Whitey Ford
08-28-2019, 06:43 PM
Inside an All-White Town’s Divisive Experiment With Cryptocurrency
In South Africa, a right-wing enclave turned to blockchain to cut themselves off from the black-majority state.
White Technology can be a force for good!
Roodt is the chief economist at a midsize financial firm in Pretoria, but he’s better known to his compatriots as a rabble-rousing pundit. A ninth-generation Afrikaner, he tells me he especially enjoys going on TV and debating communists, who are, in his opinion, the very people running his country into the ground. Roodt reserves special ire for South Africa’s dominant party, the African National Congress, which is presently engulfed in yet another high-level corruption scandal as the economy teeters on the brink of recession.
The key to Roodt’s vision—a “state-proof” existence untainted by government interference—is blockchain technology, a secure database that runs on a decentralized network of computers. It’s the same technology that underlies cryptocurrencies such as Bitcoin, and enthusiasts say it could not only free our bank accounts from nosy regulators but also assume some of the core functions of government, from issuing driver’s licenses to recording real estate transactions.
Roodt wants me to see a 100-trillion-dollar bill from Zimbabwe issued in 2009, during the peak of that country’s hyperinflation crisis. Part of what triggered Zimbabwe’s financial collapse was the state’s seizure of white-owned farms, which makes it a potent touchstone among some white South Africans, who make up less than a tenth of the population but control nearly three-quarters of private farmland. Should the South African rand head in the same direction as the Zimbabwe dollar, Roodt says, the blockchain’s tamper-proof record of ownership and commerce could provide protection from such a “predatory state.”
https://www.wired.com/story/inside-an-all-white-towns-divisive-experiment-with-cryptocurrency/
In South Africa, a right-wing enclave turned to blockchain to cut themselves off from the black-majority state.
White Technology can be a force for good!

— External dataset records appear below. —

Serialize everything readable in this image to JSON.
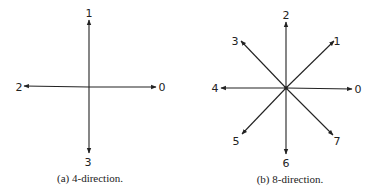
{
  "figure_a": {
    "caption": "(a) 4-direction.",
    "center": [
      89,
      87
    ],
    "directions": [
      {
        "label": "0",
        "end": [
          156,
          87
        ],
        "label_pos": [
          162,
          91
        ]
      },
      {
        "label": "1",
        "end": [
          89,
          20
        ],
        "label_pos": [
          89,
          17
        ]
      },
      {
        "label": "2",
        "end": [
          24,
          86
        ],
        "label_pos": [
          19,
          91
        ]
      },
      {
        "label": "3",
        "end": [
          89,
          153
        ],
        "label_pos": [
          88,
          166
        ]
      }
    ]
  },
  "figure_b": {
    "caption": "(b) 8-direction.",
    "center": [
      286,
      88
    ],
    "directions": [
      {
        "label": "0",
        "end": [
          352,
          89
        ],
        "label_pos": [
          358,
          93
        ]
      },
      {
        "label": "1",
        "end": [
          334,
          41
        ],
        "label_pos": [
          337,
          45
        ]
      },
      {
        "label": "2",
        "end": [
          286,
          22
        ],
        "label_pos": [
          286,
          19
        ]
      },
      {
        "label": "3",
        "end": [
          241,
          41
        ],
        "label_pos": [
          235,
          45
        ]
      },
      {
        "label": "4",
        "end": [
          221,
          88
        ],
        "label_pos": [
          215,
          92
        ]
      },
      {
        "label": "5",
        "end": [
          242,
          134
        ],
        "label_pos": [
          236,
          145
        ]
      },
      {
        "label": "6",
        "end": [
          286,
          154
        ],
        "label_pos": [
          286,
          167
        ]
      },
      {
        "label": "7",
        "end": [
          333,
          135
        ],
        "label_pos": [
          337,
          145
        ]
      }
    ]
  },
  "colors": {
    "stroke": "#222222",
    "background": "#ffffff"
  }
}
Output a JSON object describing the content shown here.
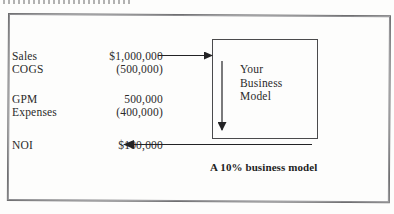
{
  "figure": {
    "caption": "A 10% business model",
    "model_box_lines": [
      "Your",
      "Business",
      "Model"
    ],
    "statement": {
      "rows": [
        {
          "label": "Sales",
          "value": "$1,000,000"
        },
        {
          "label": "COGS",
          "value": "(500,000)"
        },
        {
          "label": "GPM",
          "value": "500,000"
        },
        {
          "label": "Expenses",
          "value": "(400,000)"
        },
        {
          "label": "NOI",
          "value": "$100,000"
        }
      ]
    },
    "colors": {
      "ink": "#2a2a2a",
      "rule": "#4a4a4c",
      "frame": "#6f6f71",
      "page": "#fdfdfc"
    }
  }
}
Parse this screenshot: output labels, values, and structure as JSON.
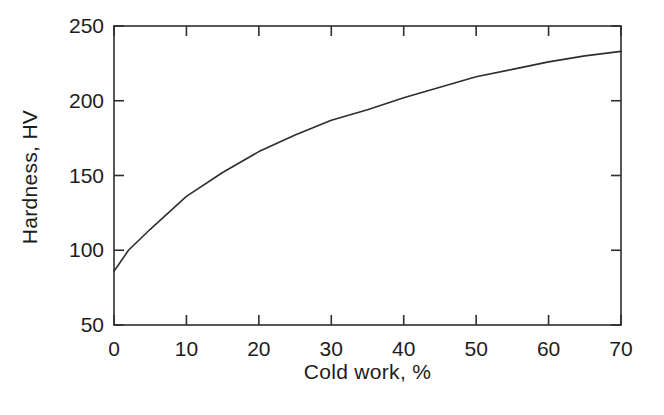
{
  "figure": {
    "background_color": "#ffffff",
    "line_color": "#2e2e2e",
    "text_color": "#1c1c1c"
  },
  "chart_data": {
    "type": "line",
    "title": "",
    "xlabel": "Cold work, %",
    "ylabel": "Hardness, HV",
    "xlim": [
      0,
      70
    ],
    "ylim": [
      50,
      250
    ],
    "x_ticks": [
      0,
      10,
      20,
      30,
      40,
      50,
      60,
      70
    ],
    "y_ticks": [
      50,
      100,
      150,
      200,
      250
    ],
    "grid": false,
    "legend": "none",
    "frame": "closed box with inward tick marks on all four sides",
    "series": [
      {
        "name": "hardness-vs-cold-work",
        "x": [
          0,
          2,
          5,
          10,
          15,
          20,
          25,
          30,
          35,
          40,
          45,
          50,
          55,
          60,
          65,
          70
        ],
        "y": [
          86,
          100,
          114,
          136,
          152,
          166,
          177,
          187,
          194,
          202,
          209,
          216,
          221,
          226,
          230,
          233
        ]
      }
    ]
  }
}
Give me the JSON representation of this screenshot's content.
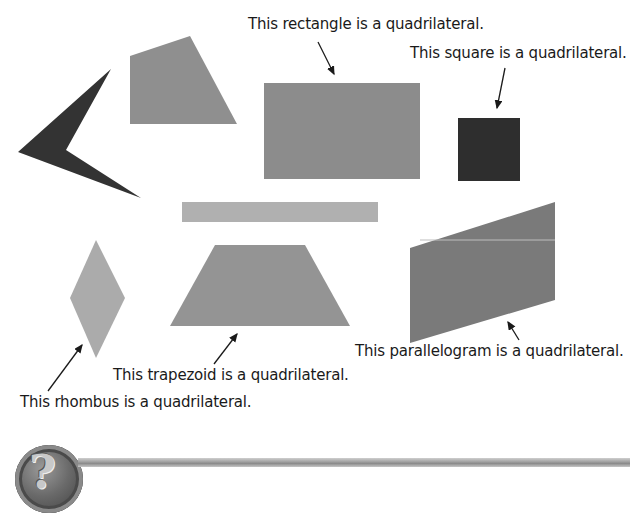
{
  "labels": {
    "rectangle": "This rectangle is a quadrilateral.",
    "square": "This square is a quadrilateral.",
    "parallelogram": "This parallelogram is a quadrilateral.",
    "trapezoid": "This trapezoid is a quadrilateral.",
    "rhombus": "This rhombus is a quadrilateral."
  },
  "footer": {
    "icon": "question-mark-icon",
    "icon_glyph": "?"
  },
  "colors": {
    "dark_shape": "#333333",
    "medium_shape": "#8c8c8c",
    "light_shape": "#ababab",
    "text": "#1a1a1a"
  }
}
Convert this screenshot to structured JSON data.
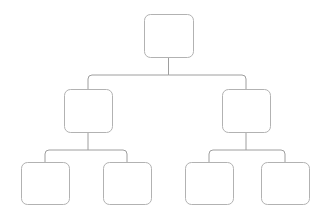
{
  "diagram": {
    "type": "tree",
    "shape": "rounded-rectangle",
    "orientation": "top-down",
    "depth": 3,
    "node_count": 7,
    "background_color": "#ffffff",
    "node_fill_color": "#ffffff",
    "node_stroke_color": "#b2b2b2",
    "connector_stroke_color": "#9e9e9e",
    "stroke_width": 1,
    "corner_radius": 6,
    "nodes": [
      {
        "id": "root",
        "label": "",
        "level": 0,
        "x": 144,
        "y": 14,
        "width": 49,
        "height": 43
      },
      {
        "id": "l2a",
        "label": "",
        "level": 1,
        "x": 64,
        "y": 89,
        "width": 48,
        "height": 43
      },
      {
        "id": "l2b",
        "label": "",
        "level": 1,
        "x": 222,
        "y": 89,
        "width": 48,
        "height": 43
      },
      {
        "id": "l3a",
        "label": "",
        "level": 2,
        "x": 21,
        "y": 162,
        "width": 48,
        "height": 42
      },
      {
        "id": "l3b",
        "label": "",
        "level": 2,
        "x": 103,
        "y": 162,
        "width": 48,
        "height": 42
      },
      {
        "id": "l3c",
        "label": "",
        "level": 2,
        "x": 185,
        "y": 162,
        "width": 48,
        "height": 42
      },
      {
        "id": "l3d",
        "label": "",
        "level": 2,
        "x": 261,
        "y": 162,
        "width": 48,
        "height": 42
      }
    ],
    "edges": [
      {
        "from": "root",
        "to": "l2a"
      },
      {
        "from": "root",
        "to": "l2b"
      },
      {
        "from": "l2a",
        "to": "l3a"
      },
      {
        "from": "l2a",
        "to": "l3b"
      },
      {
        "from": "l2b",
        "to": "l3c"
      },
      {
        "from": "l2b",
        "to": "l3d"
      }
    ],
    "connector_paths": {
      "root_stem": "M 168.5 57 L 168.5 75",
      "top_bus_left": "M 168.5 75 L 92 75 Q 88 75 88 79 L 88 89",
      "top_bus_right": "M 168.5 75 L 242 75 Q 246 75 246 79 L 246 89",
      "l2a_stem": "M 88 132 L 88 150",
      "l2a_bus_left": "M 88 150 L 49 150 Q 45 150 45 154 L 45 162",
      "l2a_bus_right": "M 88 150 L 123 150 Q 127 150 127 154 L 127 162",
      "l2b_stem": "M 246 132 L 246 150",
      "l2b_bus_left": "M 246 150 L 213 150 Q 209 150 209 154 L 209 162",
      "l2b_bus_right": "M 246 150 L 281 150 Q 285 150 285 154 L 285 162"
    }
  }
}
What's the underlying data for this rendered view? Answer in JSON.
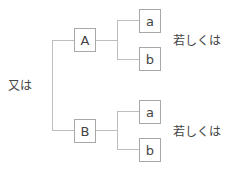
{
  "diagram": {
    "root_label": "又は",
    "branches": [
      {
        "node": "A",
        "children": [
          "a",
          "b"
        ],
        "connector_label": "若しくは"
      },
      {
        "node": "B",
        "children": [
          "a",
          "b"
        ],
        "connector_label": "若しくは"
      }
    ],
    "colors": {
      "line": "#bdbdbd",
      "box_border": "#a8a8a8",
      "text": "#444444"
    }
  }
}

Roodt is the chief economist at a midsize financial firm in Pretoria, but he’s better known to his compatriots as a rabble-rousing pundit. A ninth-generation Afrikaner, he tells me he especially enjoys going on TV and debating communists, who are, in his opinion, the very people running his country into the ground. Roodt reserves special ire for South Africa’s dominant party, the African National Congress, which is presently engulfed in yet another high-level corruption scandal as the economy teeters on the brink of recession.
The key to Roodt’s vision—a “state-proof” existence untainted by government interference—is blockchain technology, a secure database that runs on a decentralized network of computers. It’s the same technology that underlies cryptocurrencies such as Bitcoin, and enthusiasts say it could not only free our bank accounts from nosy regulators but also assume some of the core functions of government, from issuing driver’s licenses to recording real estate transactions.
Roodt wants me to see a 100-trillion-dollar bill from Zimbabwe issued in 2009, during the peak of that country’s hyperinflation crisis. Part of what triggered Zimbabwe’s financial collapse was the state’s seizure of white-owned farms, which makes it a potent touchstone among some white South Africans, who make up less than a tenth of the population but control nearly three-quarters of private farmland. Should the South African rand head in the same direction as the Zimbabwe dollar, Roodt says, the blockchain’s tamper-proof record of ownership and commerce could provide protection from such a “predatory state.”